Mr Jay Next Door

The idea for this little guy came from the beautiful midnight blue family of jays that lived in the tree next door all summer long.  I miss them.  The photo does not do enough justice to the actual glaze, which is a deep, dusky charcoal with undercurrents of blue.

Mr. Jay
Hand-built slab with hand carved textured details. Commercial glaze fired to Cone 6.
Mr. Jay (Top)

Red Jacket For Winter

Off to the season’s best parties
Hand-built slab pitcher with carved details. Commercial glaze, iron oxide wash, fired to Cone 6.
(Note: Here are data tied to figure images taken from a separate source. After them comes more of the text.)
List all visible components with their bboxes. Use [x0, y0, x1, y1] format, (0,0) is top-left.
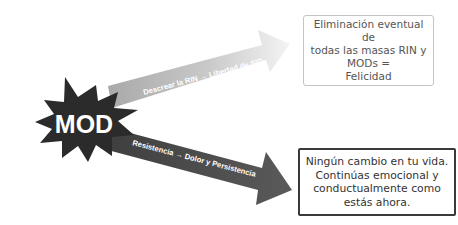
- outcome-text-happiness: Eliminación eventual de todas las masas …: [304, 16, 433, 85]
- outcome-box-happiness: Eliminación eventual de todas las masas …: [303, 15, 434, 86]
- outcome-box-no-change: Ningún cambio en tu vida. Continúas emoc…: [298, 148, 456, 216]
- upper-arrow-shape: [108, 30, 290, 108]
- mod-label: MOD: [55, 110, 113, 138]
- lower-arrow-shape: [100, 126, 292, 205]
- outcome-text-no-change: Ningún cambio en tu vida. Continúas emoc…: [302, 153, 453, 211]
- upper-arrow: Descrear la RIN → Libertad de SID: [108, 30, 290, 108]
- lower-arrow: Resistencia → Dolor y Persistencia: [100, 126, 292, 205]
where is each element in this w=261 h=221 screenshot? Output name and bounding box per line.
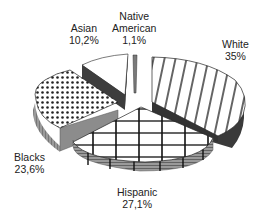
label-asian-pct: 10,2% [69, 34, 99, 46]
label-hispanic-pct: 27,1% [117, 198, 157, 210]
label-hispanic-name: Hispanic [117, 186, 157, 198]
label-blacks: Blacks 23,6% [14, 151, 45, 175]
label-native-pct: 1,1% [112, 34, 156, 46]
label-asian: Asian 10,2% [69, 22, 99, 46]
label-asian-name: Asian [69, 22, 99, 34]
label-blacks-pct: 23,6% [14, 163, 45, 175]
label-native-american: Native American 1,1% [112, 10, 156, 46]
label-blacks-name: Blacks [14, 151, 45, 163]
label-white: White 35% [222, 38, 249, 62]
label-native-line2: American [112, 22, 156, 34]
label-white-pct: 35% [222, 50, 249, 62]
label-white-name: White [222, 38, 249, 50]
label-hispanic: Hispanic 27,1% [117, 186, 157, 210]
slice-native-american [133, 55, 137, 93]
label-native-line1: Native [112, 10, 156, 22]
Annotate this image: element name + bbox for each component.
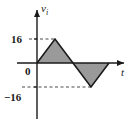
y-tick-label-positive: 16 <box>11 34 22 45</box>
x-axis-title: t <box>121 67 124 78</box>
waveform-figure: 16 0 −16 vi t <box>0 0 136 125</box>
y-axis-title: vi <box>41 3 48 17</box>
y-axis-title-subscript: i <box>46 8 48 17</box>
y-tick-label-negative: −16 <box>4 92 21 103</box>
plot-area <box>0 0 136 125</box>
y-tick-label-origin: 0 <box>25 66 31 77</box>
y-axis-arrowhead <box>34 10 40 17</box>
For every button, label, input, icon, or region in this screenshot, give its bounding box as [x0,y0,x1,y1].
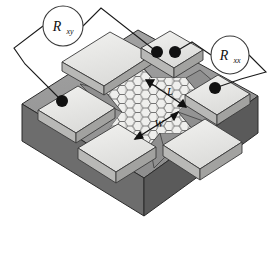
dot-mid-right[interactable] [209,82,221,94]
dot-mid-left[interactable] [56,95,68,107]
dot-top-right-b[interactable] [169,46,181,58]
meter-r-xy-subscript: xy [65,27,74,36]
meter-r-xx[interactable]: R xx [211,36,249,74]
meter-r-xy[interactable]: R xy [43,6,83,46]
meter-r-xy-circle [43,6,83,46]
figure-canvas: L W R xy R xx [0,0,280,264]
width-label: W [154,117,164,129]
meter-r-xx-symbol: R [219,48,229,63]
meter-r-xy-symbol: R [52,19,62,34]
dot-top-right-a[interactable] [151,46,163,58]
device-schematic-svg: L W R xy R xx [0,0,280,264]
meter-r-xx-circle [211,36,249,74]
length-label: L [166,85,173,97]
meter-r-xx-subscript: xx [232,56,241,65]
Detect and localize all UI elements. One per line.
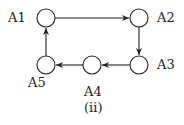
node-label-a3: A3: [157, 58, 175, 71]
node-a3: [130, 56, 148, 74]
node-label-a1: A1: [8, 11, 26, 24]
node-label-a2: A2: [157, 11, 175, 24]
figure-caption: (ii): [84, 101, 102, 114]
node-a2: [130, 9, 148, 27]
graph-diagram: A1 A2 A3 A4 A5 (ii): [0, 0, 184, 125]
node-a5: [37, 56, 55, 74]
node-a4: [83, 56, 101, 74]
node-label-a5: A5: [28, 76, 46, 89]
node-a1: [37, 9, 55, 27]
node-label-a4: A4: [84, 85, 102, 98]
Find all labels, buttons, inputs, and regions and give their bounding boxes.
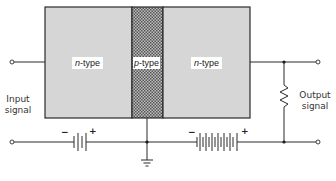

Like birdsong in winter, I’ve been too busy sheltering from the cold to throttle about much, but oh, I’ve been busy in the studio making pitchers, and ceramic jewelry (a post on that coming later this week – I have a case made for a Wearble Art show at the Orcas Center, opening this Sat, Dec 1).  My newest bird friends will attest to that.  Enjoy the next couple of posts.  These birds are all very versatile 5-inch tall pitchers that fit snugly in the hand for pouring.  Use for milk, olive and nut oils, dressings on your table, or for bath salts, soap or shampoo holders.  Food safe glazes and textured wings provide a firm grip.

Red Jacket back detail

Past Life Of A Pendant

When I design something, I do think about how it can be used, but this little piece surprised me.  Can you tell what this pendant was originally designed for?

Anvil Blue on waxed cords

Not so successful in its original purpose, I strung it on three waxed cords on a whim, the night before a sale, and sold four of these the next day. Something about the shape, the way it sits on the neckline or where it leads the eye, flatters the wearer.  Dare I say sexy?   Someone said it had a retro reference, well, an added bonus.   It looked good with the bare shoulder styles in tropical Singapore.  I left it at that.

Anvil Blue on Wool

On Orcas, where the pacific Northwest summer breeze is more unpredictable, I strung the last pendant in this style on a necklace that I had made using curly knitting wool that I had woven like a ‘friendship band’ in some sections, and it changed the look of the pendant immediately.  It can be worn lower on the front, over turtlenecks and sweaters, almost like a long, loose scarf, warm and fuzzy around the neck. Neat.  Now I have a versatile accessory that adapts to the seasons.  It would be fun to wrap around the waist as a belt buckle too.   To think it started life as a napkin ring.

I once was a napkin ring

 

Adrift on a dish

Driftwood plates

A dish for sushi anyone? Oysters? Chocolate? Chocolate truffles.  This set of three started off as an idea for one large, long platter, made by laying and pressing together  flattened coils of toasted clay with flattened coils of white.  I wanted to test the need to blend the two clays.

Driftwood on Eastsound beach
Driftwood on Eastsound beach

The surface texture was meant to conjour up an image of sun-bleached driftwood washed asore and stacked high on the sand bank.  The holes add a textural element suggesting porousity and inherent decay, or as if it were being eaten from the inside by some insect.   By serendipity, someone knocked the shelf where it sat after bisque firing – and there must have been a fault line because of the minimal blending – but it fell into three separate parts of one long dish and two smaller ones.  I sanded it out, applied oxide over the surface, burnished it off and glazed it one colour. Fired. Voila!




Coiling and toiling

Coiling is an handbuilding technique that has been used for centuries to build very strong, hardy functional ware. Here I was playing with flattened coils.  Basically, I rolled the clay into long ropes and flattened each rope into a ribbon of clay with a rolling pin.  I had to be consistent in rolling out the width of each strip so that whenever I joined the coils to build the shape I wanted, I could seamlessly blend the joints.  The effect I wanted was to make the vase look like it was coiled from one looong flat ribbon of clay.  Do you see the little lip near the neck of the vase?  I designed that so that this piece can also be used as a carafe.